The varieties of Mashriqi have a high degree of mutual intelligibility, especially between geographically adjacent ones (such as Lebanese and Syrian or between Iraqi and Kuwaiti). On the contrary, Maghrebi dialects, especially those of Algeria and Morocco, are harder to understand for Arabic-speakers from the Mashriqi ones, as it derives from different substrata.
Varieties
editReferences
edit- ^ Baharna Arabic at Ethnologue (27th ed., 2024)
Dhofari Arabic at Ethnologue (27th ed., 2024)
Eastern Egyptian Bedawi Arabic at Ethnologue (27th ed., 2024)
Egyptian Arabic at Ethnologue (27th ed., 2024)
Gulf Arabic at Ethnologue (27th ed., 2024)
Hadhrami Arabic at Ethnologue (27th ed., 2024)
(Additional references under 'Language codes' in the information box) - ^ "Mashriq". Britannica. Retrieved 5 July 2015.
- ^ "European Neighbourhood Policy in the Mashreq Countries: Enhancing Prospects for Reform". Archived from the original on 1 February 2014. Retrieved 15 April 2015.

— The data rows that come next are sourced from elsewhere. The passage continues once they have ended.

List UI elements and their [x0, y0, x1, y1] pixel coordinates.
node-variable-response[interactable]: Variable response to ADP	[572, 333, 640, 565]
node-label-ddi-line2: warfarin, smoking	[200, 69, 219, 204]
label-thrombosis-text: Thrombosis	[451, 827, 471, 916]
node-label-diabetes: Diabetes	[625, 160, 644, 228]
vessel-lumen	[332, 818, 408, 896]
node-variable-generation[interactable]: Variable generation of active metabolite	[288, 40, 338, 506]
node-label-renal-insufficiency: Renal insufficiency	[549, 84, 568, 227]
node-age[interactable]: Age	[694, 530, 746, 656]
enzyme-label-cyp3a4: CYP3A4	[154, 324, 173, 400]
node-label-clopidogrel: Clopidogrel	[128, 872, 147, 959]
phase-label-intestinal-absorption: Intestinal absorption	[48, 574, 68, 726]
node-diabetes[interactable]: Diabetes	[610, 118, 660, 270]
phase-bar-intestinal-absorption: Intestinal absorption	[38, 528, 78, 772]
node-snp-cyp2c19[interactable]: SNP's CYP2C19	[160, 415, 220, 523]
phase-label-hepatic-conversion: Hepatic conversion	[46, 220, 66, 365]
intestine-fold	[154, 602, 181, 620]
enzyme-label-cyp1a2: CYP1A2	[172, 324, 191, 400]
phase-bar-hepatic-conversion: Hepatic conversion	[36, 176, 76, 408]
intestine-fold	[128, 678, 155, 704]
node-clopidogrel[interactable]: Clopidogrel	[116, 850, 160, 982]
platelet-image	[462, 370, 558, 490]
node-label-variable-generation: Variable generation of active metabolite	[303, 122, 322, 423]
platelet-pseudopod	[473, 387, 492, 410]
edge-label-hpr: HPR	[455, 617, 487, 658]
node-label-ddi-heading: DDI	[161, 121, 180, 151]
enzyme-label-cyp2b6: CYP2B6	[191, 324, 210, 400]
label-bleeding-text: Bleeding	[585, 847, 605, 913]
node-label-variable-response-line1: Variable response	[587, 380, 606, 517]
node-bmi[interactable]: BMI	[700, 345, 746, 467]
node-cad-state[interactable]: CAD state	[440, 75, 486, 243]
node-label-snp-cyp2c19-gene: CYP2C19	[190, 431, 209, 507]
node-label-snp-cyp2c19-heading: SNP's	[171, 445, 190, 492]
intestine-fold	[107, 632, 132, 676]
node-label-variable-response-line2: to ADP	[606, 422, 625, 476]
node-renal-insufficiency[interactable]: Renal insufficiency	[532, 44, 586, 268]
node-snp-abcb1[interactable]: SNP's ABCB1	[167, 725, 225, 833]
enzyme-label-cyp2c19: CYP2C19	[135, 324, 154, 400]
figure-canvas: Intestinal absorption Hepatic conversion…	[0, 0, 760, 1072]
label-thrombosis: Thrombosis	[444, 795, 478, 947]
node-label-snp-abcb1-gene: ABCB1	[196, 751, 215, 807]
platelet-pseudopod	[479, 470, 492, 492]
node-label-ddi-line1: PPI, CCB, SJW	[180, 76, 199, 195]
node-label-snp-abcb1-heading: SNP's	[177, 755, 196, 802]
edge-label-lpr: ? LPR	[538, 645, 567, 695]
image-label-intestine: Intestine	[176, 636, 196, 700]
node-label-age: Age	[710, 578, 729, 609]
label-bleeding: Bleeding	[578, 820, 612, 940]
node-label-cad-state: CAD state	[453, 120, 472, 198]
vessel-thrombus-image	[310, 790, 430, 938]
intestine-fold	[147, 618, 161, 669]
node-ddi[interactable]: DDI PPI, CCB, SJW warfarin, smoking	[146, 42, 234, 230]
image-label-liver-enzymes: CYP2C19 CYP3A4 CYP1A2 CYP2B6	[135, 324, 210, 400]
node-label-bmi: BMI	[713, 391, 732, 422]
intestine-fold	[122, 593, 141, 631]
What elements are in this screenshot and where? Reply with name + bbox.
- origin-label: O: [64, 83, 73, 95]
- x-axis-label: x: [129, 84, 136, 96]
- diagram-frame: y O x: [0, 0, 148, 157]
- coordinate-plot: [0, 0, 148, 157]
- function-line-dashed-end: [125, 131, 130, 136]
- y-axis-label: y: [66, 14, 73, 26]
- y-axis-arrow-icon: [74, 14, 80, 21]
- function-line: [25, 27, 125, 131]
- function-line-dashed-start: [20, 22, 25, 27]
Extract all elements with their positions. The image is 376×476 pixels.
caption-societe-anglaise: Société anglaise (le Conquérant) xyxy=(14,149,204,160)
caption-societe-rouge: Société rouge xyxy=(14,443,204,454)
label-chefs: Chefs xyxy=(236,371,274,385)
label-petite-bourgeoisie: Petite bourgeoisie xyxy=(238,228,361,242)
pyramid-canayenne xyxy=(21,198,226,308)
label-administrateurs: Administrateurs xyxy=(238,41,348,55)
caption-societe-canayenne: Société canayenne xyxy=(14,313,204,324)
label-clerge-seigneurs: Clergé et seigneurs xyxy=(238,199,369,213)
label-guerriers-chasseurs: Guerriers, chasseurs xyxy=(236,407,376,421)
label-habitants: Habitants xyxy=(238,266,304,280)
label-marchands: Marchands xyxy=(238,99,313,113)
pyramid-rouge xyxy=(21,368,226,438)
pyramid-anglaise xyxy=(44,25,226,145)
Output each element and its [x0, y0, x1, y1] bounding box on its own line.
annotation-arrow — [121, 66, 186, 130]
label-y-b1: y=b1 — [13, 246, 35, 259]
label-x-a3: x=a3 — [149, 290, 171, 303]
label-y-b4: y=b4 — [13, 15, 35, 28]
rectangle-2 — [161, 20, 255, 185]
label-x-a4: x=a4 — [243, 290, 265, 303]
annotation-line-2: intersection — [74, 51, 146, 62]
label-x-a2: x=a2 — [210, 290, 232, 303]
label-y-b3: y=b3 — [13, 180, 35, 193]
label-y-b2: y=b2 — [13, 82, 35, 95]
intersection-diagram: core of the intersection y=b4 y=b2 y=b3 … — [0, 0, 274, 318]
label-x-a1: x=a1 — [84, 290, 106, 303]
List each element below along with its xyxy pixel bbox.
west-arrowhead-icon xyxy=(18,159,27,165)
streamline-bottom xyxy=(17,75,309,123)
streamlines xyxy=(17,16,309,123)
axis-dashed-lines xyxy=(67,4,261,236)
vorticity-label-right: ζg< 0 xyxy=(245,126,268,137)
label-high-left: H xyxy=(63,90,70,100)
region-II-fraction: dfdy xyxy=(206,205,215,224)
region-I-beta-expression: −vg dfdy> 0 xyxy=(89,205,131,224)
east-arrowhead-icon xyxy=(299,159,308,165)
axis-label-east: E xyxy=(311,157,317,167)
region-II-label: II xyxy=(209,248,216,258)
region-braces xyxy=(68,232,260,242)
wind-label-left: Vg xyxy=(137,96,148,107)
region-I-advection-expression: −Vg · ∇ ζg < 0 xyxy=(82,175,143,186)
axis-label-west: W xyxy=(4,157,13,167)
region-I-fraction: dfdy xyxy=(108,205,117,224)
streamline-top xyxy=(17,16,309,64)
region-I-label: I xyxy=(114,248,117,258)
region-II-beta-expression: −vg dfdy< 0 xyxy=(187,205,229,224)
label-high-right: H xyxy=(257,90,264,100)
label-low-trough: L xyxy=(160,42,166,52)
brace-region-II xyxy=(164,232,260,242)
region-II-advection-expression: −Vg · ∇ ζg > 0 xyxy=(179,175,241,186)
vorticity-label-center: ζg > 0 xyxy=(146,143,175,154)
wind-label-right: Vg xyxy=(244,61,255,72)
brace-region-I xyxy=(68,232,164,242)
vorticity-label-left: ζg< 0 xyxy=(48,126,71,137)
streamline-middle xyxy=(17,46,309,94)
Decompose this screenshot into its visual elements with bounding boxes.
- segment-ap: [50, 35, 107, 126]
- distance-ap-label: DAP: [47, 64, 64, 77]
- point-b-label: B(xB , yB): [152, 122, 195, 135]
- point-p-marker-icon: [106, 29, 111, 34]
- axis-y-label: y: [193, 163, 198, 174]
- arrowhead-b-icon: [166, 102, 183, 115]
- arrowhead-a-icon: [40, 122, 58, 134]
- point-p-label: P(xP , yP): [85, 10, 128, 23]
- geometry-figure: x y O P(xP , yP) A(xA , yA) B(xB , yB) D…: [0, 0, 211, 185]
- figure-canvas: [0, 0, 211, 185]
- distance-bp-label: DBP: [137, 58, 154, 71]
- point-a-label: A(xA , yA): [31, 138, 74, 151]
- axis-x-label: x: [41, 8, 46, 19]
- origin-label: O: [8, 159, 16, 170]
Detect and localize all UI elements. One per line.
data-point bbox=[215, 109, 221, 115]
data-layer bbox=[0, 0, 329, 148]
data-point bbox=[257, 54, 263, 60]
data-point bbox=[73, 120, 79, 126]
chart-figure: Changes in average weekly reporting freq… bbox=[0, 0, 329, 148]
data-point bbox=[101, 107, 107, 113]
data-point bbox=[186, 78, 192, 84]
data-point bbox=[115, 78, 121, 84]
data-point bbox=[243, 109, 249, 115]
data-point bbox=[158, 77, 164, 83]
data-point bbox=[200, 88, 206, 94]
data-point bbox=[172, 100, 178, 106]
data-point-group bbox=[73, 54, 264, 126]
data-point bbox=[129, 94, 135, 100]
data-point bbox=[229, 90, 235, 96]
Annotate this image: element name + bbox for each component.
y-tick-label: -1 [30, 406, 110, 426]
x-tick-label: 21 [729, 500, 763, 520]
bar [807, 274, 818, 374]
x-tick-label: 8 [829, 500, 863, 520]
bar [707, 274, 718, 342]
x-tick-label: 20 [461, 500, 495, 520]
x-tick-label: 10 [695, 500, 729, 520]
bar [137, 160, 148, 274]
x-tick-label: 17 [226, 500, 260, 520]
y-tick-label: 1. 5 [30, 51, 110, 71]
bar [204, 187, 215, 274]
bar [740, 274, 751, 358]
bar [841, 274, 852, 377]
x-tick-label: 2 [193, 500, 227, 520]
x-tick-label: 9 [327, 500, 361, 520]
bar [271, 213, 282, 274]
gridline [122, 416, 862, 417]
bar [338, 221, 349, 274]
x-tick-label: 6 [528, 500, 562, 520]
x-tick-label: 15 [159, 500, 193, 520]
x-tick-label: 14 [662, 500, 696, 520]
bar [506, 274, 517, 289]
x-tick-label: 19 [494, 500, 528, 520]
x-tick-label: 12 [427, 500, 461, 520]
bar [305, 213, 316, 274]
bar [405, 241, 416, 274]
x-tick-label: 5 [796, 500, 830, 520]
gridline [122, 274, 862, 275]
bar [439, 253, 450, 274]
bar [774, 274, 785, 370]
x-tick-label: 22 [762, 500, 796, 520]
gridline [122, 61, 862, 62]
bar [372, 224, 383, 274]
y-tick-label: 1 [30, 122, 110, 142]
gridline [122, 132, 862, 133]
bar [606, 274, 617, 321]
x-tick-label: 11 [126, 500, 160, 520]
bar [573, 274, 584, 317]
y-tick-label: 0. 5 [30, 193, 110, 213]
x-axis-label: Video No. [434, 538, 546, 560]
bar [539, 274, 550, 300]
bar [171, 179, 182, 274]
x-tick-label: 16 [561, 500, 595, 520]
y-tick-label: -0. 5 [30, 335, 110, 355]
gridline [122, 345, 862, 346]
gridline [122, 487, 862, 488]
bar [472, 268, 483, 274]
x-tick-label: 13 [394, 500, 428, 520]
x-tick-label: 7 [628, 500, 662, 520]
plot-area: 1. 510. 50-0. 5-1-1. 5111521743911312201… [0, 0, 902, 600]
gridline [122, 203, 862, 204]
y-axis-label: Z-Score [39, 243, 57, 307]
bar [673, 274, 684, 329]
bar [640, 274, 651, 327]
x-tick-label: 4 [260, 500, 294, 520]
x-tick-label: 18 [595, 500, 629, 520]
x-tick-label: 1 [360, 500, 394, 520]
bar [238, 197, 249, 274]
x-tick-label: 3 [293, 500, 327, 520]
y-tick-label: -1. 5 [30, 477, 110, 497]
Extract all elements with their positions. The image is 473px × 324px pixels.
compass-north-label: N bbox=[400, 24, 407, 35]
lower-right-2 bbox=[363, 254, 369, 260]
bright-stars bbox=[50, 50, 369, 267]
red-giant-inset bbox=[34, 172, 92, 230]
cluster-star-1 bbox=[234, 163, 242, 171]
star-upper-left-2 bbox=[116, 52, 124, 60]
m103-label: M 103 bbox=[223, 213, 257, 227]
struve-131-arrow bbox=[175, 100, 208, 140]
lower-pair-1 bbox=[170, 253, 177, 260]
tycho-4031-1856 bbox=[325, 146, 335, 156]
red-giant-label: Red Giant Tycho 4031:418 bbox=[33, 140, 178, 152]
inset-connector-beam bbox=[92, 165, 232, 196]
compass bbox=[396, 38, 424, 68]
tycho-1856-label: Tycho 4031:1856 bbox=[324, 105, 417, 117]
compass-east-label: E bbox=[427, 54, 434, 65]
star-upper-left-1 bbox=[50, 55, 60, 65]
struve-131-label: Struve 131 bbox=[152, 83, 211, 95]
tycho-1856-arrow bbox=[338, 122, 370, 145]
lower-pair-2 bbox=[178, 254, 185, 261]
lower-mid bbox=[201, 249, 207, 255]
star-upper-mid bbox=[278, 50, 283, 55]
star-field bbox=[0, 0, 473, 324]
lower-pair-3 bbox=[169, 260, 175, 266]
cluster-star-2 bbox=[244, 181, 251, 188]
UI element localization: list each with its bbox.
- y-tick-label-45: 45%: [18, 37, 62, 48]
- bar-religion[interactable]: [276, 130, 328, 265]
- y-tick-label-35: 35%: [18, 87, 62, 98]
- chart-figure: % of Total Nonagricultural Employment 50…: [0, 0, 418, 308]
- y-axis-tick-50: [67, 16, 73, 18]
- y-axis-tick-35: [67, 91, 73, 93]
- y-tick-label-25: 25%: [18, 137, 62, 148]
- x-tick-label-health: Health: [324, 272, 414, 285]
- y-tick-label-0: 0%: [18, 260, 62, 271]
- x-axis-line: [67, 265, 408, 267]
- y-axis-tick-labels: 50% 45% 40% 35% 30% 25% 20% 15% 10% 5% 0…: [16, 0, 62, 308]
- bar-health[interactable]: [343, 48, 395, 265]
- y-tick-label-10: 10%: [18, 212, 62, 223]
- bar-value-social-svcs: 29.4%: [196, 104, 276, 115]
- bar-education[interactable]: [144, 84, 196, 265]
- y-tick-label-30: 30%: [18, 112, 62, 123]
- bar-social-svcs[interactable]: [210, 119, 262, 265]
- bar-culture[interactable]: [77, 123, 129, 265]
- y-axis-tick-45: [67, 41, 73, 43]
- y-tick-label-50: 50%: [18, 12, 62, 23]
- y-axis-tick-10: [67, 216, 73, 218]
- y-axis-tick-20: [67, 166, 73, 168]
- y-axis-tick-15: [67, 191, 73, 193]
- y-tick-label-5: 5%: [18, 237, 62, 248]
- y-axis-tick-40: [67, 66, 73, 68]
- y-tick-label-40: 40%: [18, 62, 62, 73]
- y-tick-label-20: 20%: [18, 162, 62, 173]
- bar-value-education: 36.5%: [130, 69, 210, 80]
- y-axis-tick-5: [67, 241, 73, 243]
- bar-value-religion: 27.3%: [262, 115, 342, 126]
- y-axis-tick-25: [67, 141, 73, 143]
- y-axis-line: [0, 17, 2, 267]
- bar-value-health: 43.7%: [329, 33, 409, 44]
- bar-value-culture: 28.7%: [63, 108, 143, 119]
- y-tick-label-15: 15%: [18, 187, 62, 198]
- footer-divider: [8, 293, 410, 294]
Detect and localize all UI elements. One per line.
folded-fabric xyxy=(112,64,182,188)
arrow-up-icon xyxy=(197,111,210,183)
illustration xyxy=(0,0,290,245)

- ^ Introduction to Migration and the Mashreq Archived 2014-02-03 at the Wayback Machine
- ^ "Migrants from the Maghreb and Mashreq Countries" (PDF). Archived from the original (PDF) on 2014-02-02. Retrieved 2015-08-12.
Further reading
edit- Singer, Hans-Rudolf (1980) “Das Westarabische oder Maghribinische” in Wolfdietrich Fischer and Otto Jastrow (eds.) Handbuch der arabischen Dialekte. Otto Harrassowitz: Wiesbaden. 249–76.